Getaf, who was, Pen mused, a successful trader and therefore negotiator, pitched his proposal to his daughters over the meal. Pen tried to maintain a neutral mien while this was going on, but he supposed his broad smile betrayed him when the girls leaped on his invitation to give the family a personal tour of the chapterhouse that afternoon, to examine what they were being offered more closely. Getaf definitely approved of that mercantile due diligence. Even when the sisters’ caginess was a transparent effort not to sadden him by appearing too eager to leave his protection.

* * *

The agreement between an Order and the parents or guardians of a young dedicat fell somewhere between a dower and an apprenticeship; Getaf, apparently experienced with both sorts of contracts, ironed out the details with the Bastard’s chapterhouse within two days. Waiving the age requirements, upon examination of the matter by the chapter head, was routine enough to scarcely need Pen’s clout. Children so placed would, upon their majority, have the choice of regularizing their oaths to full membership, or leaving for a lay life. Pen had no idea which Lencia and Seuka would finally choose, and finally decided it was not his task to guess so many years ahead.

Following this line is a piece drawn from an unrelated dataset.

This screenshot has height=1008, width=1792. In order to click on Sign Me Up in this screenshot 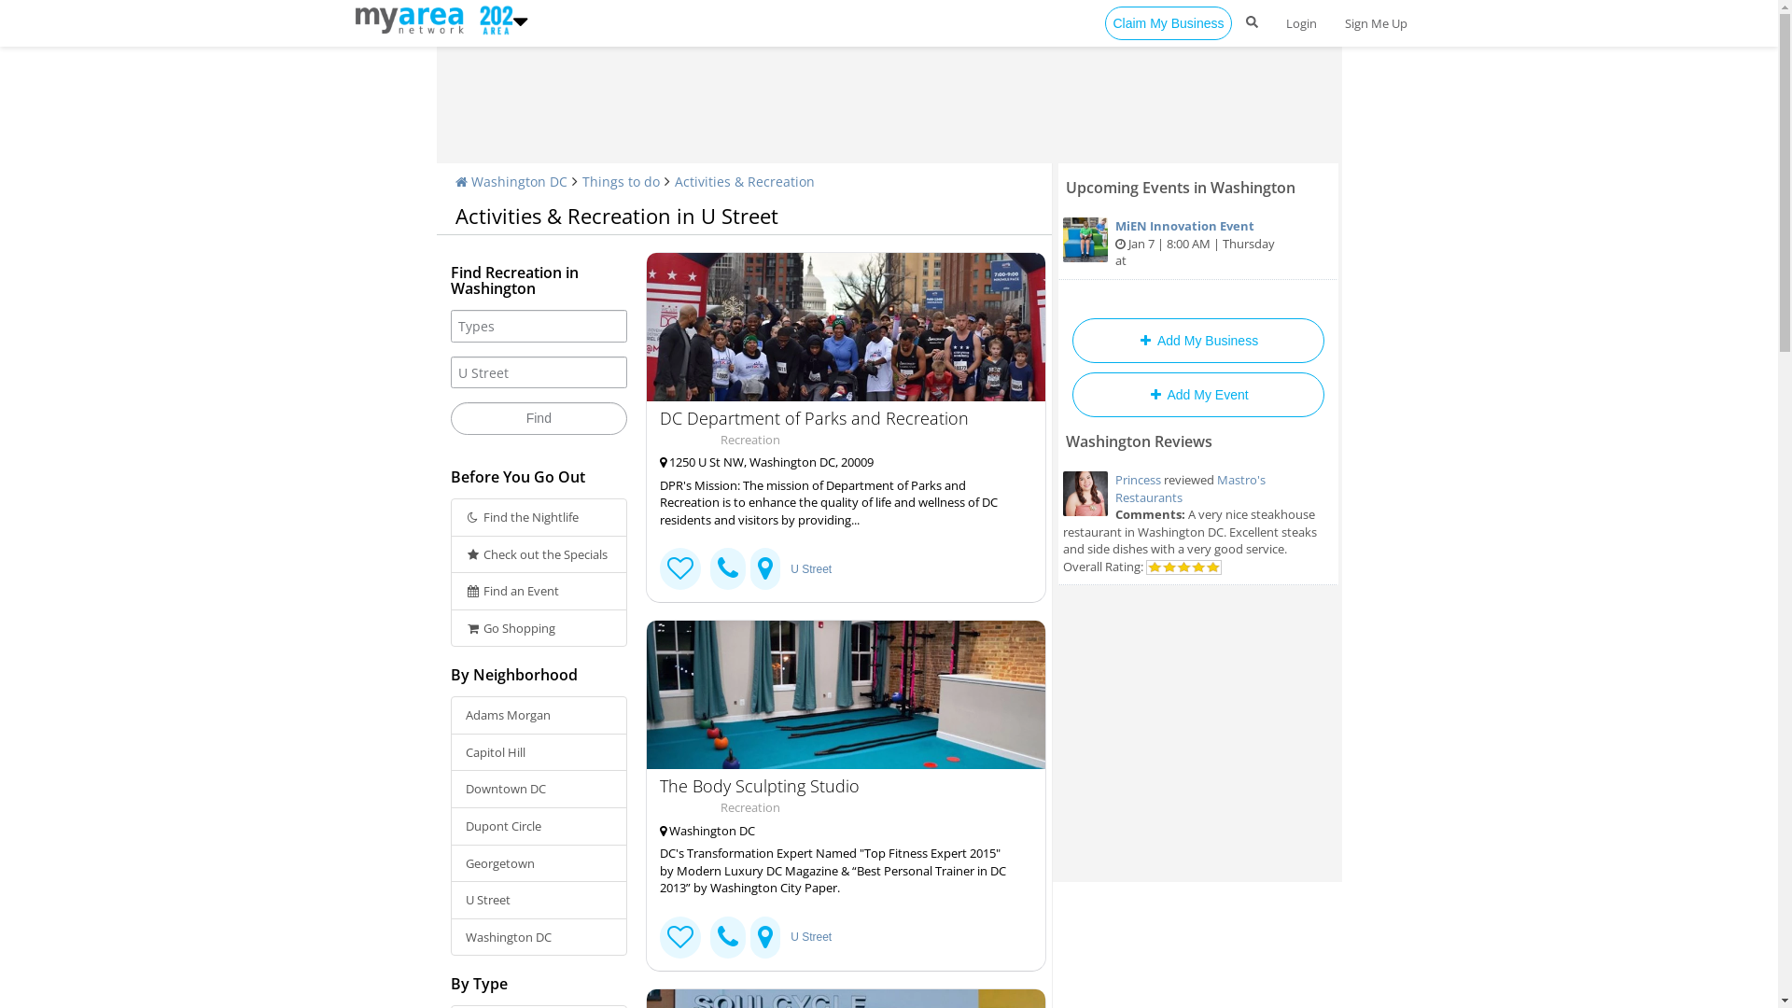, I will do `click(1376, 23)`.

Good, said Des. You borrow enough trouble already you’d need a counting-house to keep your ledger.

Pen, Nikys, and Getaf together escorted the sisters to their new home. The girls had taken to Nikys—as who would not?—and Nikys to them reciprocally. They all helped haul their few belongings through the chapterhouse’s back courtyard up to their narrow room, which had a glassed casement overlooking the town and the valley that wound up into the hills behind it. Also a wardrobe, a pair of chests, a washstand with its paraphernalia, an inviting bookshelf—Pen approved—and two beds, one on either side; Seuka promptly sat and bounced on hers, consideringly. Lencia stared around in both curiosity and trepidation, but Pen fancied the first was winning.

Then it was time to see Getaf off in turn. The man was plainly torn between concern for Lencia and Seuka, and worrying about what might be happening to his year’s worth of work waiting in a Lodi warehouse. And Jedula Corva’s daughters, Pen was reminded, were not Getaf’s only children that he had left to hope and the care of others while he journeyed, though he tactfully did not speak much of his other family in Zagosur.

It was a short walk from the chapterhouse to Vilnoc’s harbor. The skies had regained the deep blue of summer, and the gulls flashed almost painfully white against it. There were hugs, there were tears, there were probably futile admonishments against the risks of life in Vilnoc and on ships. Then the merchant pressed his coin into the hand of the oarsman and was rowed out to his waiting vessel. Getaf climbed the net and waved one last time before the crew urged him out of their way.

“Will he be safe?” fretted Seuka. All too aware, now, not just of the hazards of the world, but of the fragility of grownups.

“The storm season is over in these waters,” said Penric. “And I don’t think pirates will be attacking ships under Orban flags again so soon. He’s as safe as anyone alive and moving in the world can be.”

Nikys put in, “We can stop at the Vilnoc temple and pray for him, if you like.”

Lencia looked down at her sandals, up at Penric. “Does it help?”

“For a certainty… only at the very end of all journeys,” said Penric, his god-sworn honesty wrestling down more soothing platitudes. “But at least there we don’t travel alone.”

Lencia, after a sober moment, nodded.

They turned into the city’s streets. Bumping companionably between Penric, Des, and Nikys, the Corva sisters climbed undaunted.